PROVIDED DATA section start

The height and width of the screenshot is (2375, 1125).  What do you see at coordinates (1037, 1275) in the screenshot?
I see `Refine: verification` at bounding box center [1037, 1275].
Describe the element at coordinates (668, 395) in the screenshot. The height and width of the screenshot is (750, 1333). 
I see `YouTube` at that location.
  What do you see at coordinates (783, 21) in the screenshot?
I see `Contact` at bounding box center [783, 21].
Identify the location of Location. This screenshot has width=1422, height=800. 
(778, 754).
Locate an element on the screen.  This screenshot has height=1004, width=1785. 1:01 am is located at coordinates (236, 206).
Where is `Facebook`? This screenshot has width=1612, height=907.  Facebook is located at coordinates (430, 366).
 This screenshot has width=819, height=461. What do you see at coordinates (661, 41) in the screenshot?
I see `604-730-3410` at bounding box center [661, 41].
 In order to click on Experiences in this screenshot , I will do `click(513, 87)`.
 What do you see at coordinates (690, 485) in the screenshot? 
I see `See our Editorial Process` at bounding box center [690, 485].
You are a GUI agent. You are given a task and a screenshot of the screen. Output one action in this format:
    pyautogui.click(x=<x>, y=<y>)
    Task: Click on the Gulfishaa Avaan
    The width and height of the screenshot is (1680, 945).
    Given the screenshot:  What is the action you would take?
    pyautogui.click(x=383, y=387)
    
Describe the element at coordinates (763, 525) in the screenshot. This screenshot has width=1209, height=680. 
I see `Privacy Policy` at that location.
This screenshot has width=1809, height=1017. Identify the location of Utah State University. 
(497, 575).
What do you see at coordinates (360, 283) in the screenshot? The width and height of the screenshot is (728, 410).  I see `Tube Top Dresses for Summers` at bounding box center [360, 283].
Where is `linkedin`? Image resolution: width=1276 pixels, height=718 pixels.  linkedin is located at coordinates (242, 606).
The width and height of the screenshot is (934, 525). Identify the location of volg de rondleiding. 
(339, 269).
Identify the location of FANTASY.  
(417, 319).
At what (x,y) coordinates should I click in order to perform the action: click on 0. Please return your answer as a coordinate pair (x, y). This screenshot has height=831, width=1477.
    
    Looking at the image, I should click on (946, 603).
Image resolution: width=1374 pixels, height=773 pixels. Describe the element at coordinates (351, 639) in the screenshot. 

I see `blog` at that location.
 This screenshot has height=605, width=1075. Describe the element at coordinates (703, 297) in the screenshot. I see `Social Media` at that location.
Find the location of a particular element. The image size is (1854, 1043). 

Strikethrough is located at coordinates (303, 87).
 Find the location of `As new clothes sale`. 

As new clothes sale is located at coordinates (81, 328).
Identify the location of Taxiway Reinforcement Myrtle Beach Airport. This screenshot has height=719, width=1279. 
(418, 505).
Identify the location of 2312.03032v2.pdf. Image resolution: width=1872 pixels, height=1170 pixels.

PROVIDED DATA section end

*PROBLEM STATEMENT*
Repeat all entries. Match them exactly.

*TASK RESULT*
The height and width of the screenshot is (2375, 1125).  What do you see at coordinates (1037, 1275) in the screenshot?
I see `Refine: verification` at bounding box center [1037, 1275].
Describe the element at coordinates (668, 395) in the screenshot. The height and width of the screenshot is (750, 1333). 
I see `YouTube` at that location.
  What do you see at coordinates (783, 21) in the screenshot?
I see `Contact` at bounding box center [783, 21].
Identify the location of Location. This screenshot has width=1422, height=800. 
(778, 754).
Locate an element on the screen.  This screenshot has height=1004, width=1785. 1:01 am is located at coordinates (236, 206).
Where is `Facebook`? This screenshot has width=1612, height=907.  Facebook is located at coordinates (430, 366).
 This screenshot has width=819, height=461. What do you see at coordinates (661, 41) in the screenshot?
I see `604-730-3410` at bounding box center [661, 41].
 In order to click on Experiences in this screenshot , I will do `click(513, 87)`.
 What do you see at coordinates (690, 485) in the screenshot? 
I see `See our Editorial Process` at bounding box center [690, 485].
You are a GUI agent. You are given a task and a screenshot of the screen. Output one action in this format:
    pyautogui.click(x=<x>, y=<y>)
    Task: Click on the Gulfishaa Avaan
    The width and height of the screenshot is (1680, 945).
    Given the screenshot:  What is the action you would take?
    pyautogui.click(x=383, y=387)
    
Describe the element at coordinates (763, 525) in the screenshot. This screenshot has width=1209, height=680. 
I see `Privacy Policy` at that location.
This screenshot has width=1809, height=1017. Identify the location of Utah State University. 
(497, 575).
What do you see at coordinates (360, 283) in the screenshot? The width and height of the screenshot is (728, 410).  I see `Tube Top Dresses for Summers` at bounding box center [360, 283].
Where is `linkedin`? Image resolution: width=1276 pixels, height=718 pixels.  linkedin is located at coordinates (242, 606).
The width and height of the screenshot is (934, 525). Identify the location of volg de rondleiding. 
(339, 269).
Identify the location of FANTASY.  
(417, 319).
At what (x,y) coordinates should I click in order to perform the action: click on 0. Please return your answer as a coordinate pair (x, y). This screenshot has height=831, width=1477.
    
    Looking at the image, I should click on (946, 603).
Image resolution: width=1374 pixels, height=773 pixels. Describe the element at coordinates (351, 639) in the screenshot. 

I see `blog` at that location.
 This screenshot has height=605, width=1075. Describe the element at coordinates (703, 297) in the screenshot. I see `Social Media` at that location.
Find the location of a particular element. The image size is (1854, 1043). 

Strikethrough is located at coordinates (303, 87).
 Find the location of `As new clothes sale`. 

As new clothes sale is located at coordinates (81, 328).
Identify the location of Taxiway Reinforcement Myrtle Beach Airport. This screenshot has height=719, width=1279. 
(418, 505).
Identify the location of 2312.03032v2.pdf. Image resolution: width=1872 pixels, height=1170 pixels.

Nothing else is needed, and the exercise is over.